Starbucks, the complaint concluded, “has been interfering with, restraining, and coercing employees in the exercise of the rights guaranteed in Section 7 of the [National Labor Relations Act] in violation of Section 8(a)(1) of the Act.”

The NLRB said Starbucks should be forced to take a number of actions to remedy the harm done by its unlawful union activity, including reinstating and compensating seven fired employees.

The board also said that Schultz and Rossann Williams — Starbucks’ executive vice president — should be required to make and widely distribute a video recording reminding workers of their organizing rights under the National Labor Relations Act.

Starbucks is expected to challenge the NLRB’s charges and corrective-action recommendations, potentially sparking a prolonged legal battle.

“Starbucks is finally being held accountable for the union-busting rampage they went on,” Danny Rojas, a fired shift supervisor at the Sheridan & Bailey Starbucks store in the Buffalo area, said in a statement Friday. “It is disappointing that Starbucks has refused to work with their partners and instead chose to fire union leaders like myself.”

“The NLRB is validating that the psychological warfare and intimidation tactics that took place in Starbucks stores was unacceptable,” Rojas added. “Starbucks needs to understand that it is morally corrupt to retaliate against union leaders, and I am looking forward to the NLRB forcing Starbucks to make this moment right.”

​​Not everyone can pay for the news. But if you can, we need your support.

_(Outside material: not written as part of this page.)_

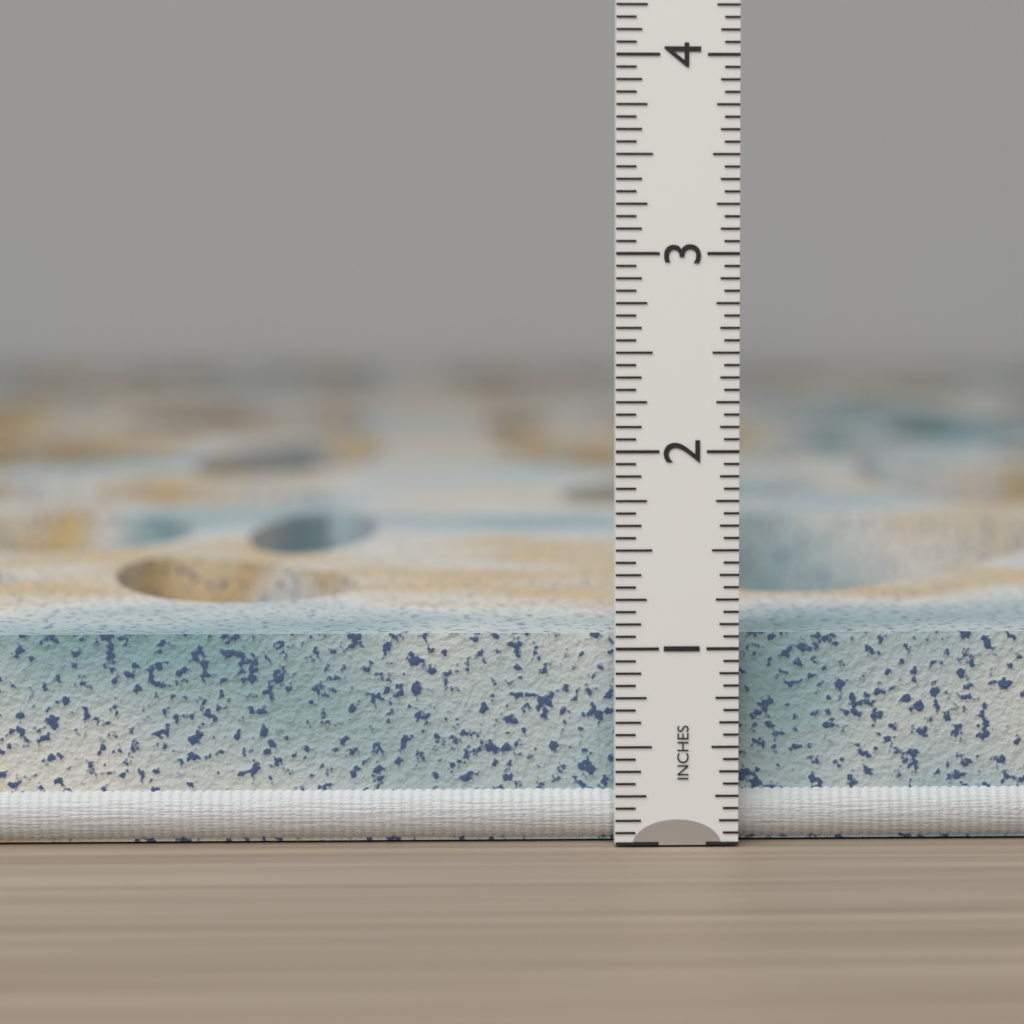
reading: 1.0625 in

Truthout is widely read among people with lower ­incomes and among young people who are mired in debt. Our site is read at public libraries, among people without internet access of their own. People print out our articles and send them to family members in prison — we receive letters from behind bars regularly thanking us for our coverage. Our stories are emailed and shared around communities, sparking grassroots mobilization.

We’re committed to keeping all Truthout articles free and available to the public. But in order to do that, we need those who can afford to contribute to our work to do so — especially now, because we have just 2 days left to raise $33,000 in critical funds.

We’ll never require you to give, but we can ask you from the bottom of our hearts: Will you donate what you can, so we can continue providing journalism in the service of justice and truth?